Tuesday, February 9, 2010

I love GATE users (though I couldn't eat a whole one).

Users. A bit of a nuisance. They insist on asking questions, testing limits, finding bugs. Around 5 years ago, after something like a decade of giving away software, the GATE team felt very like our old systems administrator, who had a habit of saying "the only secure network is one without any computers attached": we knew that our user community was a good idea in principle, but we really rather wished they'd all leave us alone. In fact we did our best to discourage GATE users: we stopped doing regular releases, we ignored the mailing list, and if we could have figured out how to take the thing out in the woods and bury it under a tree we probably would have.

We failed: GATE refused to die, people obstinately continued to use it, and, as we used it ourselves for all sorts of projects, more and more features were added, quality and functionality improved, and every time we decided it was all over someone would turn up with a pile of cash and a novel problem. So we conceded defeat and resolved to succeed. I think.

This is all a long-winded way of explaining our shift in emphasis over the past year or so: we are introverts no longer, but happy and well-adjusted user-friendly liveware. Text processing for ever! Forwards to world domination comrades! Oops, wrong blog.

So now we're back to actively supporting our users and growing our community. We've upgraded the documentation, we're running regular training weeks and developer sprints, and we've built up several new products and services around the core GATE code to cater for more of the cases we've seen of people trying to deploy text processing over the years (15 of which, incredibly, have passed under the bridge since we first set metaphorical pen to digital paper for GATE version 0.1). We've also revamped the website and no longer look like something that might have been produced at CERN circa 1995.

So far the response has been quite astonishingly positive... so perhaps users aren't such a bad thing after all.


WHAT YOU NEED TO DO => Copy all the data exactly, except the pictures.

DATA SECTION =>
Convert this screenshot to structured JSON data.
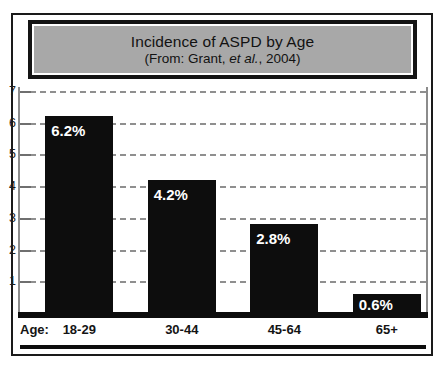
{
  "chart_data": {
    "type": "bar",
    "title": "Incidence of ASPD by Age",
    "subtitle_prefix": "(From: Grant, ",
    "subtitle_italic": "et al.",
    "subtitle_suffix": ", 2004)",
    "xlabel": "Age:",
    "ylabel": "",
    "categories": [
      "18-29",
      "30-44",
      "45-64",
      "65+"
    ],
    "values": [
      6.2,
      4.2,
      2.8,
      0.6
    ],
    "data_labels": [
      "6.2%",
      "4.2%",
      "2.8%",
      "0.6%"
    ],
    "ylim": [
      0,
      7
    ],
    "yticks": [
      1,
      2,
      3,
      4,
      5,
      6,
      7
    ],
    "ytick_labels": [
      "1",
      "2",
      "3",
      "4",
      "5",
      "6",
      "7"
    ],
    "grid": true,
    "grid_style": "dashed",
    "legend": "none",
    "bar_color": "#0d0d0d",
    "grid_color": "#8f8f8f",
    "title_fill_color": "#a8a8a8",
    "background_color": "#ffffff"
  }
}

RESPONSE AREA =>
Convert this screenshot to structured JSON data.
{
  "chart_data": {
    "type": "bar",
    "title": "Incidence of ASPD by Age",
    "subtitle_prefix": "(From: Grant, ",
    "subtitle_italic": "et al.",
    "subtitle_suffix": ", 2004)",
    "xlabel": "Age:",
    "ylabel": "",
    "categories": [
      "18-29",
      "30-44",
      "45-64",
      "65+"
    ],
    "values": [
      6.2,
      4.2,
      2.8,
      0.6
    ],
    "data_labels": [
      "6.2%",
      "4.2%",
      "2.8%",
      "0.6%"
    ],
    "ylim": [
      0,
      7
    ],
    "yticks": [
      1,
      2,
      3,
      4,
      5,
      6,
      7
    ],
    "ytick_labels": [
      "1",
      "2",
      "3",
      "4",
      "5",
      "6",
      "7"
    ],
    "grid": true,
    "grid_style": "dashed",
    "legend": "none",
    "bar_color": "#0d0d0d",
    "grid_color": "#8f8f8f",
    "title_fill_color": "#a8a8a8",
    "background_color": "#ffffff"
  }
}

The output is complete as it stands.